Obtaining ratable payment as a remedy is unusual, though not unprecedented, but may have seemed like good odds in this case given the specific wording of the pari passu clause in question (which seemed to call for equal payments and not just equal rank) and the uniquely uncooperative character of the debtor; from reading the courts´ statements, one can sense that discomfort with the country´s attitude forced the judges´ hands towards a solution that in any other case may have seemed too harsh. Argentina´s behavior presented a unique opportunity to persuade a court to impose ratable payments; discipline for an unruly country.

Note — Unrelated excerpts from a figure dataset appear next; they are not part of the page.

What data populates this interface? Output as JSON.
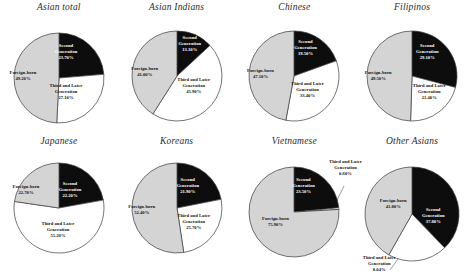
{
  "figure": {
    "background": "#ffffff",
    "slice_colors": {
      "foreign_born": "#d4d4d4",
      "second_generation": "#0d0d0d",
      "third_and_later": "#ffffff"
    },
    "stroke": "#3a3a3a"
  },
  "chart_data": [
    {
      "type": "pie",
      "title": "Asian total",
      "categories": [
        "Second Generation",
        "Third and Later Generation",
        "Foreign-born"
      ],
      "values": [
        23.7,
        27.1,
        49.2
      ],
      "labels": [
        {
          "name": "Second Generation",
          "value": "23.70%",
          "line1": "Second",
          "line2": "Generation"
        },
        {
          "name": "Third and Later Generation",
          "value": "27.10%",
          "line1": "Third and Later",
          "line2": "Generation"
        },
        {
          "name": "Foreign-born",
          "value": "49.20%",
          "line1": "Foreign-born",
          "line2": ""
        }
      ]
    },
    {
      "type": "pie",
      "title": "Asian Indians",
      "categories": [
        "Second Generation",
        "Third and Later Generation",
        "Foreign-born"
      ],
      "values": [
        13.1,
        45.9,
        41.0
      ],
      "labels": [
        {
          "name": "Second Generation",
          "value": "13.10%",
          "line1": "Second",
          "line2": "Generation"
        },
        {
          "name": "Third and Later Generation",
          "value": "45.90%",
          "line1": "Third and Later",
          "line2": "Generation"
        },
        {
          "name": "Foreign-born",
          "value": "41.00%",
          "line1": "Foreign-born",
          "line2": ""
        }
      ]
    },
    {
      "type": "pie",
      "title": "Chinese",
      "categories": [
        "Second Generation",
        "Third and Later Generation",
        "Foreign-born"
      ],
      "values": [
        19.5,
        33.4,
        47.1
      ],
      "labels": [
        {
          "name": "Second Generation",
          "value": "19.50%",
          "line1": "Second",
          "line2": "Generation"
        },
        {
          "name": "Third and Later Generation",
          "value": "33.40%",
          "line1": "Third and Later",
          "line2": "Generation"
        },
        {
          "name": "Foreign-born",
          "value": "47.10%",
          "line1": "Foreign-born",
          "line2": ""
        }
      ]
    },
    {
      "type": "pie",
      "title": "Filipinos",
      "categories": [
        "Second Generation",
        "Third and Later Generation",
        "Foreign-born"
      ],
      "values": [
        29.1,
        21.4,
        49.5
      ],
      "labels": [
        {
          "name": "Second Generation",
          "value": "29.10%",
          "line1": "Second",
          "line2": "Generation"
        },
        {
          "name": "Third and Later Generation",
          "value": "21.40%",
          "line1": "Third and Later",
          "line2": "Generation"
        },
        {
          "name": "Foreign-born",
          "value": "49.50%",
          "line1": "Foreign-born",
          "line2": ""
        }
      ]
    },
    {
      "type": "pie",
      "title": "Japanese",
      "categories": [
        "Second Generation",
        "Third and Later Generation",
        "Foreign-born"
      ],
      "values": [
        22.2,
        55.2,
        22.7
      ],
      "labels": [
        {
          "name": "Second Generation",
          "value": "22.20%",
          "line1": "Second",
          "line2": "Generation"
        },
        {
          "name": "Third and Later Generation",
          "value": "55.20%",
          "line1": "Third and Later",
          "line2": "Generation"
        },
        {
          "name": "Foreign-born",
          "value": "22.70%",
          "line1": "Foreign-born",
          "line2": ""
        }
      ]
    },
    {
      "type": "pie",
      "title": "Koreans",
      "categories": [
        "Second Generation",
        "Third and Later Generation",
        "Foreign-born"
      ],
      "values": [
        21.9,
        25.7,
        52.4
      ],
      "labels": [
        {
          "name": "Second Generation",
          "value": "21.90%",
          "line1": "Second",
          "line2": "Generation"
        },
        {
          "name": "Third and Later Generation",
          "value": "25.70%",
          "line1": "Third and Later",
          "line2": "Generation"
        },
        {
          "name": "Foreign-born",
          "value": "52.40%",
          "line1": "Foreign-born",
          "line2": ""
        }
      ]
    },
    {
      "type": "pie",
      "title": "Vietnamese",
      "categories": [
        "Second Generation",
        "Third and Later Generation",
        "Foreign-born"
      ],
      "values": [
        23.5,
        0.6,
        75.9
      ],
      "labels": [
        {
          "name": "Second Generation",
          "value": "23.50%",
          "line1": "Second",
          "line2": "Generation"
        },
        {
          "name": "Third and Later Generation",
          "value": "0.60%",
          "line1": "Third and Later",
          "line2": "Generation"
        },
        {
          "name": "Foreign-born",
          "value": "75.90%",
          "line1": "Foreign-born",
          "line2": ""
        }
      ]
    },
    {
      "type": "pie",
      "title": "Other Asians",
      "categories": [
        "Second Generation",
        "Third and Later Generation",
        "Foreign-born"
      ],
      "values": [
        37.8,
        20.4,
        41.8
      ],
      "labels": [
        {
          "name": "Second Generation",
          "value": "37.80%",
          "line1": "Second",
          "line2": "Generation"
        },
        {
          "name": "Third and Later Generation",
          "value": "0.04%",
          "line1": "Third and Later",
          "line2": "Generation"
        },
        {
          "name": "Foreign-born",
          "value": "41.80%",
          "line1": "Foreign-born",
          "line2": ""
        }
      ]
    }
  ]
}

With hindsight, Argentina was the perfect collaborator to have the CDS trigger: the Lock Law, tirades against holdouts, and contempt for court rulings on the way to its final refusal to settle guarantee that a failure to pay event materialised. For all the Kirchner government rage against speculators, in what would be a delicious paradox, it may have made the vultures rich by triggering the CDS.
This is actually a higher percentage strategy than getting 100¢ on the dollar from Argentina.

They make money, and in the process, they inflict enormous pain on the people of Argentina, and does damage to the US as a venue for sovereign debt.

I'm with Paul Volker when he said only the worthwhile innovation of this generation was the ATM.